“Negroes Driven South by the Rebel Officers,” Harper’s Weekly, November 8, 1862. Courtesy of the Library of Congress.
Last month our executive director Gabriel Solis published “Resisting the Allure of Innocence” in the Texas Observer, writing, “The horizon between the land and sky are the same, as is the space between the living and the dead. Taken a hundred years apart, the images reveal the deep roots of an enduring border narrative, one that views migrants from the global south as criminals that require constant policing, and the southern border as a warzone that requires permanent militarization.” We could not have known at the time that a new set of horrific photographs would soon appear. The images of Haitians seeking refuge in Del Rio, Texas, only to be whipped and driven back into the river by Border Patrol agents on horseback, are evidence that the very worst of the United States is not history, but lives on today. There is a clear analogue in the visual and written accounts of slavecatchers using horses and whips to terrorize and capture Black people during the era of chattel slavery. Like the Haitian refugees, those escaping slavery were in search of asylum. Like the slavecatchers, the Border Patrol agents whipped and attacked refugees in broad daylight and in full view of observers, with brazen impunity. Nothing was there to stop them.

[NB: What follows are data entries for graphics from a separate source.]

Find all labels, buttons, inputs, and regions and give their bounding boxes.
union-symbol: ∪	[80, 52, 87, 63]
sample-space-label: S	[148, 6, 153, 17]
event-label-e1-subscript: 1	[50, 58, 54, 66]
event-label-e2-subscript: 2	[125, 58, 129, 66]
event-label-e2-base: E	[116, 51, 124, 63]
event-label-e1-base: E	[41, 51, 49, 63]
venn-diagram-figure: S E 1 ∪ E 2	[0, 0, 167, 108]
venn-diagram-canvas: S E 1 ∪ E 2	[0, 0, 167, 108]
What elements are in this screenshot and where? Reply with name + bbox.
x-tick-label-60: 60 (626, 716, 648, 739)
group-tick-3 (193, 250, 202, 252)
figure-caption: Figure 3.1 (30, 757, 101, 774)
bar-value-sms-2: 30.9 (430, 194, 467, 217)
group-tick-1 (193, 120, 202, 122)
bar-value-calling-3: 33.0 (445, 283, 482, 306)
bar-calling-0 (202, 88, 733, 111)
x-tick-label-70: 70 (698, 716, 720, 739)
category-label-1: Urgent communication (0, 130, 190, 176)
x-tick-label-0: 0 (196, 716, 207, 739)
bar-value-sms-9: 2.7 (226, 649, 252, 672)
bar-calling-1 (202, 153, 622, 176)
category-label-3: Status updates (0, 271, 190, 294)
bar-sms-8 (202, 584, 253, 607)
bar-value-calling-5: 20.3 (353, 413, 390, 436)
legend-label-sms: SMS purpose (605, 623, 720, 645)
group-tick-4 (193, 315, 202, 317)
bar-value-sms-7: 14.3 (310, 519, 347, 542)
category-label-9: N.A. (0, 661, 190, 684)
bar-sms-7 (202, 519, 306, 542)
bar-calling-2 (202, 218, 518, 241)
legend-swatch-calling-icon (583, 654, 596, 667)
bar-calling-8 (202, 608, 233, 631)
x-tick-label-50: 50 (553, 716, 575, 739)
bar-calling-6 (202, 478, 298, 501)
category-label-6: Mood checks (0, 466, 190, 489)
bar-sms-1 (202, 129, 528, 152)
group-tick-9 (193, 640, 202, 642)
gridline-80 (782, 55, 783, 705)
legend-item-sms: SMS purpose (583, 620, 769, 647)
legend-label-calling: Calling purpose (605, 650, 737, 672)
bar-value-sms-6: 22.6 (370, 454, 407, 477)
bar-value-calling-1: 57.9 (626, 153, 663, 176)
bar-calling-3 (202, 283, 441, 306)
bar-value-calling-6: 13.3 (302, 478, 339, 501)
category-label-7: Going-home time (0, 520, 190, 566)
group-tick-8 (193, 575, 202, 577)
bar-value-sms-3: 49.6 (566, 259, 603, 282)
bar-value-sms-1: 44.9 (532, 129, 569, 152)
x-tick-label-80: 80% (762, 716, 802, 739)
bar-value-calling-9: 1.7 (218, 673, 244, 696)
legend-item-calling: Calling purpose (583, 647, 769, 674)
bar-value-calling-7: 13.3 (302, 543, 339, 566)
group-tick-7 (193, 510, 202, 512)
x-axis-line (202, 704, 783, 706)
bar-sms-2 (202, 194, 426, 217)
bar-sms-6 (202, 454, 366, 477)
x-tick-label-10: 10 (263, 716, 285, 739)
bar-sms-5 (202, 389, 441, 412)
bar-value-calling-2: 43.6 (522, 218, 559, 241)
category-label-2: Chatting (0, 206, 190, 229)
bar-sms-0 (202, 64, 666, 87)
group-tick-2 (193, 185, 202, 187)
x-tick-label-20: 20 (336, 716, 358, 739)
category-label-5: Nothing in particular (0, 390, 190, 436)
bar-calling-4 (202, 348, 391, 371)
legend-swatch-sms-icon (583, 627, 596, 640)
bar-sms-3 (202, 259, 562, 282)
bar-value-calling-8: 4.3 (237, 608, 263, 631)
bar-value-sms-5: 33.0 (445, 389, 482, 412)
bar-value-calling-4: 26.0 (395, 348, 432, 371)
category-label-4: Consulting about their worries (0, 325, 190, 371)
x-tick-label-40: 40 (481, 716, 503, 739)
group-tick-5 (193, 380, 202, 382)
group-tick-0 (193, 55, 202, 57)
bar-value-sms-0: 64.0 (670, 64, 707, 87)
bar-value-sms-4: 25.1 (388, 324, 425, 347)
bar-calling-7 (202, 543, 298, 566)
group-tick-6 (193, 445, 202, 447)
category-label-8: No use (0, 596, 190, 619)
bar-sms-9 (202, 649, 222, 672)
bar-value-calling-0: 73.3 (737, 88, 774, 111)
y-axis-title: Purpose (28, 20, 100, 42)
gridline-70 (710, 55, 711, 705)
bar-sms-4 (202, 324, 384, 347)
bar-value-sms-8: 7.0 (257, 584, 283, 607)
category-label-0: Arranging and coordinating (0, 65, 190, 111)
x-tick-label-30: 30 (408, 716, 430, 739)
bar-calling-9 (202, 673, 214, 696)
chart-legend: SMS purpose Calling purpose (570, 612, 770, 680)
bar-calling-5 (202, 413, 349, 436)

As Gabe wrote in his essay, “The photographs demonstrate that the cruelty we see today is rooted in long histories of white supremacist violence. They remind us that the disposing of BIPOC people deemed uninnocent and therefore undeserving of life, dignity, or humanity, is nothing new. It’s an American tradition.”
We cannot allow such inhumanity to stand. We encourage you to follow the calls to action made by Haitian Bridge, the Black Alliance for Just Immigration, Avanse Ansanm, and others. Contact your representatives and demand they put a stop to this white supremacist violence and allow Haitian refugees to exercise the basic human right to seek asylum.